Figure ti.. Colleinbolans, fungus-eating insects of the soil. (Enlarged 20 times) 105

Figure5. Symphylan killed by &itomophthora coronata (Costantin) Kevorkian showing sporulation and germination of spores. (Enlarged8times)

Figure 6. &tomophthora coronata hypha]. bodies (ntyoelium) in the tissue of a syinphy].an. 106

Figure 7. tomophthora coronata(Costantin) 1eorkian conidia and myce1i in Sabouraud Maltose Aar. (Enlarged l00 times)

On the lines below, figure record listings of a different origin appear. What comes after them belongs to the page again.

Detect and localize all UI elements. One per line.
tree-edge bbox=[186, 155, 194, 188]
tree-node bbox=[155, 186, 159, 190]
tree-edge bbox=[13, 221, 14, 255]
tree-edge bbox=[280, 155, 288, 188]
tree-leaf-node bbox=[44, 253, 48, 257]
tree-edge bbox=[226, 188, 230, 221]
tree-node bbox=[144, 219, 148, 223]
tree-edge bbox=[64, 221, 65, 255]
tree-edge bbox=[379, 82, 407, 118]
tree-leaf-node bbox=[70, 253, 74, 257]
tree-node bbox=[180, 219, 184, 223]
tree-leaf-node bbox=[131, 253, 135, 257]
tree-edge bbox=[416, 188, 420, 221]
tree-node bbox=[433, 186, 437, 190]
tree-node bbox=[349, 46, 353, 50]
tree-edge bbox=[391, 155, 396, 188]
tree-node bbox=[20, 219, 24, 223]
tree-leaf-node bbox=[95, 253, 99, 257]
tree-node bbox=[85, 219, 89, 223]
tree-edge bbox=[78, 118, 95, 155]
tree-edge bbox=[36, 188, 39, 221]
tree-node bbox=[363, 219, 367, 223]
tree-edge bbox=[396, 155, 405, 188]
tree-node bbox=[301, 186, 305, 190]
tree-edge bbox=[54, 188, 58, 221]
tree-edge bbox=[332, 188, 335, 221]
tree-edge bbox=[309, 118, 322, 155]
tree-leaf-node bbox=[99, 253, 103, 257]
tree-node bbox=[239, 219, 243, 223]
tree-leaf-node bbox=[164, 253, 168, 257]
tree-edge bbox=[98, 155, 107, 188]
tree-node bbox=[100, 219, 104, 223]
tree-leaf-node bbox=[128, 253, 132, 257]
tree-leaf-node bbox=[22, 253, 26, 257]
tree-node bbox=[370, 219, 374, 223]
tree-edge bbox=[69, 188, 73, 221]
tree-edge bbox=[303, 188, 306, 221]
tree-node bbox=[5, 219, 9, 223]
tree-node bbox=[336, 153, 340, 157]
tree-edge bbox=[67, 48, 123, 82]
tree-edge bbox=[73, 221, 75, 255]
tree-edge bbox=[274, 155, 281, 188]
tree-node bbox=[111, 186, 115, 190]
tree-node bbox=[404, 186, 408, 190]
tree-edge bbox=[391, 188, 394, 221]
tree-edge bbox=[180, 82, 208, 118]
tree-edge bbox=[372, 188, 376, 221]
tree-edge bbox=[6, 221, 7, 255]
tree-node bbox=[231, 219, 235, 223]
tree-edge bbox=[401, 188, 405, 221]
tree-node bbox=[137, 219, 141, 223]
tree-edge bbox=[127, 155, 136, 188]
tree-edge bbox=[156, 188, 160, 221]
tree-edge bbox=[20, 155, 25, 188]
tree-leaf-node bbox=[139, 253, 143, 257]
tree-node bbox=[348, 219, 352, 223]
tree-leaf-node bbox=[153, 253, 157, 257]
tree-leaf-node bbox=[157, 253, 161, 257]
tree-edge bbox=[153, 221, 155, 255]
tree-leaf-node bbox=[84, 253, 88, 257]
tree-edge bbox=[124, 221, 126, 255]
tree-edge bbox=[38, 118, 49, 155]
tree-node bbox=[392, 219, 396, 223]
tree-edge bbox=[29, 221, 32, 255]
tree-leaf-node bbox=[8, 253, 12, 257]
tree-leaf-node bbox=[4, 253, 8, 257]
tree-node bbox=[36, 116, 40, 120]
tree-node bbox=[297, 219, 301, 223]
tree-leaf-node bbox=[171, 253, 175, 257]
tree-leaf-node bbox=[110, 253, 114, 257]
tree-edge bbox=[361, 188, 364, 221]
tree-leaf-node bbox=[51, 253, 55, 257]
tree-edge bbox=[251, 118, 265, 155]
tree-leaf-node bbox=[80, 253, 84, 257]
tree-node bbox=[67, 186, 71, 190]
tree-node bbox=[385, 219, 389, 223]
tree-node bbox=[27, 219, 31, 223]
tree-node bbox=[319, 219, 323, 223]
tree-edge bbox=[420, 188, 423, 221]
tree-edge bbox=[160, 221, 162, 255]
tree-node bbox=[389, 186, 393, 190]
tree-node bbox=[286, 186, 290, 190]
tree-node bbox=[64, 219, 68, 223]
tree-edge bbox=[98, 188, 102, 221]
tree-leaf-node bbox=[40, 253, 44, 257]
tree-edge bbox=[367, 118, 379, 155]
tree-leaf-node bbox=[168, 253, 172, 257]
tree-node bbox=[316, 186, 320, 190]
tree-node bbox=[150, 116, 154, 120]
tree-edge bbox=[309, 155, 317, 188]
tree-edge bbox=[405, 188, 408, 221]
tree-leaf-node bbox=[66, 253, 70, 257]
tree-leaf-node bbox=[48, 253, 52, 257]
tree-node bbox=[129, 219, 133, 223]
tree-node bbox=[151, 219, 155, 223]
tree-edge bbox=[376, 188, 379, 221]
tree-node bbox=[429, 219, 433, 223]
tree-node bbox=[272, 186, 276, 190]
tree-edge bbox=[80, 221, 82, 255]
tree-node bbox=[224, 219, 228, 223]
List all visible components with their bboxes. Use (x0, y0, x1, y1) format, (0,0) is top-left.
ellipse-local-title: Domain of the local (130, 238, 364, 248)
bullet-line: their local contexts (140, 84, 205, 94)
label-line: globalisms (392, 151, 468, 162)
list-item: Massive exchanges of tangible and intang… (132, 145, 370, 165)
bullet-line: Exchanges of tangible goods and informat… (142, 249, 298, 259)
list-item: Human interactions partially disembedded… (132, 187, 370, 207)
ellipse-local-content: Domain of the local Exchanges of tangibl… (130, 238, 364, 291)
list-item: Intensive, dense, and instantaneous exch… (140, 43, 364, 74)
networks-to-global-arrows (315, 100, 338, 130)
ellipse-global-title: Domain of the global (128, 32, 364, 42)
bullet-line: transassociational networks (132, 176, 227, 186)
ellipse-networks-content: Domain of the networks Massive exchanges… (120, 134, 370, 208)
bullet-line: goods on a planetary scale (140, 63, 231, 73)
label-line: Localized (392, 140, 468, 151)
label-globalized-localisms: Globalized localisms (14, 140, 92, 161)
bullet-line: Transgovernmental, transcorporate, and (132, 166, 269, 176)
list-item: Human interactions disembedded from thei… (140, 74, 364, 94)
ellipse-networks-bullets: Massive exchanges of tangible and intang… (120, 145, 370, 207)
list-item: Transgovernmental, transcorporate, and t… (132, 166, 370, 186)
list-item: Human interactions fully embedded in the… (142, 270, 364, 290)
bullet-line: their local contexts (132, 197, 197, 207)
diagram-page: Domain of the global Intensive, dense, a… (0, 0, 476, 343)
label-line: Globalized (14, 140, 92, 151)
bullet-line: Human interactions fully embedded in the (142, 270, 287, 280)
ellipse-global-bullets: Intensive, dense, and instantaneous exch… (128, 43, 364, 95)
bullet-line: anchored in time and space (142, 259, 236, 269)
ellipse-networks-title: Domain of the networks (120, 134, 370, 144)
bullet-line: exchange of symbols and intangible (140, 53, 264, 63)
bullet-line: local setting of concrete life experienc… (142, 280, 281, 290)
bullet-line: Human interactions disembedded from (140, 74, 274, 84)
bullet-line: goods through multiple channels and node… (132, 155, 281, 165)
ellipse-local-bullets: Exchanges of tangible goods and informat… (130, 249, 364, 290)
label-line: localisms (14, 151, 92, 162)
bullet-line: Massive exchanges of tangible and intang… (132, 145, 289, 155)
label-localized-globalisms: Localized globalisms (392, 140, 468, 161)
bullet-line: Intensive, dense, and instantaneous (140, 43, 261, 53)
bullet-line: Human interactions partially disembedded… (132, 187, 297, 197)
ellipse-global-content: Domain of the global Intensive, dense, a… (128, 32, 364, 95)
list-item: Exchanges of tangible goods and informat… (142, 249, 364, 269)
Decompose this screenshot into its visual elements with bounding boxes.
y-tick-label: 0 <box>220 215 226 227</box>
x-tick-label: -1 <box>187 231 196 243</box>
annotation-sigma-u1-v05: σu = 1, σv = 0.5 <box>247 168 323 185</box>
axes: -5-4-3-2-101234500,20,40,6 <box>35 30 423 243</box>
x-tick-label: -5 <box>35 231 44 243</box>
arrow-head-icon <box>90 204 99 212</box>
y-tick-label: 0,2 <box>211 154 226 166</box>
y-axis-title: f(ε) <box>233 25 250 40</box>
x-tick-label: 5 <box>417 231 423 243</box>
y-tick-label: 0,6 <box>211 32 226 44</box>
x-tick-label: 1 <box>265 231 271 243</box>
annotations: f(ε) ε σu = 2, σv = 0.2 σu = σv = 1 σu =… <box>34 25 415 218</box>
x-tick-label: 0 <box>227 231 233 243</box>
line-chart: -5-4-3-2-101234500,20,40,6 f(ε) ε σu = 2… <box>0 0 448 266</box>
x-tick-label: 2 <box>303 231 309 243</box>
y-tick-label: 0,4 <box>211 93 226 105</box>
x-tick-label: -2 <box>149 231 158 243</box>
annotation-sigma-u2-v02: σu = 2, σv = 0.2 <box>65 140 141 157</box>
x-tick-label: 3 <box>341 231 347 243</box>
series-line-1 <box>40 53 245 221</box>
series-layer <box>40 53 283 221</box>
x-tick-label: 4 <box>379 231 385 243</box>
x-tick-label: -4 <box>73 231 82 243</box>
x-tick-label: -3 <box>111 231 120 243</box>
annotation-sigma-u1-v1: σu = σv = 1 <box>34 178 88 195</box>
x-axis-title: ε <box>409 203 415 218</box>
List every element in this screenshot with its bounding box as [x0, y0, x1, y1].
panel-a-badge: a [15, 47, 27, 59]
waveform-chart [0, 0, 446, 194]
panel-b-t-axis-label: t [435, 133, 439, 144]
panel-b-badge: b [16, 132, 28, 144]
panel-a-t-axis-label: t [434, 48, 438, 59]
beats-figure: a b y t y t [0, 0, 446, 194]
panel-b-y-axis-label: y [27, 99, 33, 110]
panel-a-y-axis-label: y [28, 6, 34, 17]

Figure 8. Entomophthora corona (Costantin) Kevorkian villous conidium, sometimes called a "resting spore". (Enlarged 1000 times) 107

Figure 9 Discoloration of cuticle of wax moth larvae indicating attack by germinating Entoinophthora coronata spores. (larged 2.25 times)

Figure 10. Ent,omophthora coronata sporulating on wax moth larvae. (&ilarged 14 times) 1015° 17° 2Li.° 27° 30° 32° 35°C

Figure 11. Sabouraud maltose agar slants incubated eight days.

10 170 2L°27°30032°35°C

Figure 12. Sabouraud maltose agar slants incubated 5L. hours. 109

Ylgure 13. Symphylans on ground hemlock bark ahowing characteristic spacing. (Slightly enlarged) 110

o o 9F.bruaryl9ôl --x18 F.bruary 1967

2 2 March 1967* ..------48Marchl967**

I0

/1 ._-- -- \\ ', ' / 4

,-.--- I / /

2 ------\

0. 5 10 15. 20 25 30 35 T.mperature in Degrees Centigrade

Graph 1. Growth Rate of tntomophthora coronata on Sabouraud Agar at Various Temperatures

* For th. same Information see Figure 11. ** For the sam. Information see Figure 12.